BANGOR, Maine – Eastern Maine Community College last week opened a new space to train future firefighters, EMTs and law enforcement personnel for the first time all under the same roof.
The Maine Community College System board of trustees toured the new Public Safety Training Center Wednesday morning before its meeting in Bangor.
The 12,000-square-foot facility on Hogan Road is the former home to The Maine Jump and, before that, World Over Imports. After The Maine Jump, an indoor inflatable play place, shut down in late 2013, the building sat vacant for more than a year until EMCC approached the city about buying the building, which is close to the main campus.
EMCC bought the building for $1 million, according to EMCC Director of Administrative Services Dan Belyea, and used about $2.4 million in bond funds to renovate and convert the large, open space into classrooms, labs and offices.
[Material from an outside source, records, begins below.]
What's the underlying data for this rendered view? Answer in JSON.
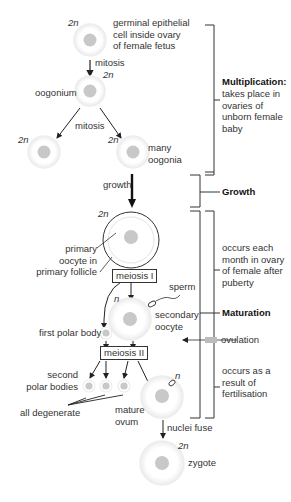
{
  "diagram": {
    "colors": {
      "nucleus": "#c8c8c8",
      "cell_edge": "#ececec",
      "line": "#333333",
      "text": "#333333"
    },
    "cells": {
      "germinal": {
        "ploidy": "2n",
        "label": "germinal epithelial\ncell inside ovary\nof female fetus"
      },
      "oogonium": {
        "ploidy": "2n",
        "label": "oogonium"
      },
      "oogonia_left": {
        "ploidy": "2n"
      },
      "oogonia_right": {
        "ploidy": "2n",
        "label": "many\noogonia"
      },
      "primary_oocyte": {
        "ploidy": "2n",
        "label": "primary\noocyte in\nprimary follicle"
      },
      "secondary_oocyte": {
        "ploidy": "n",
        "label": "secondary\noocyte"
      },
      "first_polar_body": {
        "label": "first polar body"
      },
      "second_polar_bodies": {
        "label": "second\npolar bodies"
      },
      "mature_ovum": {
        "ploidy": "n",
        "label": "mature\novum"
      },
      "zygote": {
        "ploidy": "2n",
        "label": "zygote"
      }
    },
    "arrows": {
      "mitosis_1": "mitosis",
      "mitosis_2": "mitosis",
      "growth": "growth",
      "meiosis_1": "meiosis I",
      "meiosis_2": "meiosis II",
      "sperm": "sperm",
      "all_degenerate": "all degenerate",
      "nuclei_fuse": "nuclei fuse",
      "ovulation": "ovulation"
    },
    "stages": {
      "multiplication": {
        "title": "Multiplication:",
        "desc": "takes place in\novaries of\nunborn female\nbaby"
      },
      "growth": {
        "title": "Growth"
      },
      "maturation": {
        "title": "Maturation",
        "desc_before": "occurs each\nmonth in ovary\nof female after\npuberty",
        "desc_after": "occurs as a\nresult of\nfertilisation"
      }
    }
  }
}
“They’re going to be able to practice in a controlled environment that will help give them a taste of the real thing,” Belyea told the trustees.
The new building features four classrooms, a simulation lab, meeting spaces and brings the offices of school officials responsible for the fire science, EMS and criminal justice programs under the same roof. Before this, those programs were scattered in locations across the campus.
This will help build collaboration among the programs in a field where cooperation is key, according to Chris Beaumont, chairman of the fire science program at the college. Many fire departments also expect their firefighters to be trained as EMTs, for example, and some municipalities are hiring public safety directors, rather than having separate police and fire chiefs.
“Now we all share this space together,” Beaumont said.
EMCC has 80 students between the three programs, according to the school.
One room features a simulator lab, where students training for law enforcement can practice situations in which they have to decide whether to use force and how to react to stressful situations.
Another room features the back of an ambulance, which was donated by Sugarloaf Ambulance/Rescue Vehicles. There, students can practice working on a patient in the confines of an ambulance. The lab is dedicated to Allan Parsons of Wilton, a paramedic who was killed in 2007 when the ambulance he was riding in was struck by a drunken driver.